The conservative New York Post this week has done extra duty to promote the idea that the president is a cad (and Michelle Obama is the resentful, jealous, and bossy wife). After photos emerged of Obama taking a selfie with Danish Prime Minister Helle Thorning-Schmidt (with British PM David Cameron the third wheel) and the first lady looking displeased, the media was all abuzz, and Rupert Murdoch’s paper led the way with its front-page coverage pitched with this witty headline: “Flirting with Dane-ger.” The next day, Post columnist Andrea Peyser pushed the story—and the already widely spread meme—further. In an article headlined, “Flirty Obama Owes Us an Apology,” she ranted that Obama had “lost his morality, his dignity and his mind, using the solemn occasion of Nelson Mandela’s memorial service Tuesday to act like a hormone-ravaged frat boy on a road trip to a strip bar.” She referred to the Danish leader as a “hellcat” and pegged the needle in sexualizing this story: “Thorning-Schmidt placed her hands dangerously close to Obama’s side. The president’s cackling head moved inches from the Danish tart’s and yards away from his wife’s. Obama then proceeded to absorb body heat from the Dane, which he won’t be feeling at home for a long time.” Meet Obama, the lustful and wild predator who cannot control his urges at a solemn occasion.
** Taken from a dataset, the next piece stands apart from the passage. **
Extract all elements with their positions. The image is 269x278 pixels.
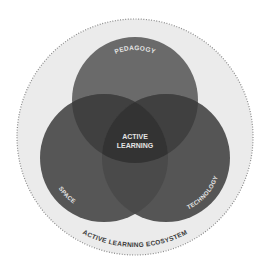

Peyser was working with an idea—the president as sexy beast—not the facts. The day before her story appeared, Roberto Schmidt, the German Colombian news photographer who had snapped the shots that had ignited this nonscandal threw a bucket of cold water on the story Peyser and others were peddling:

I captured the scene reflexively. All around me in the stadium, South Africans were dancing, singing and laughing to honour their departed leader. It was more like a carnival atmosphere, not at all morbid. The ceremony had already gone on for two hours and would last another two. The atmosphere was totally relaxed—I didn’t see anything shocking in my viewfinder, president of the US or not. We are in Africa.

I later read on social media that Michelle Obama seemed to be rather peeved on seeing the Danish prime minister take the picture. But photos can lie. In reality, just a few seconds earlier the first lady was herself joking with those around her, Cameron and Schmidt included. Her stern look was captured by chance.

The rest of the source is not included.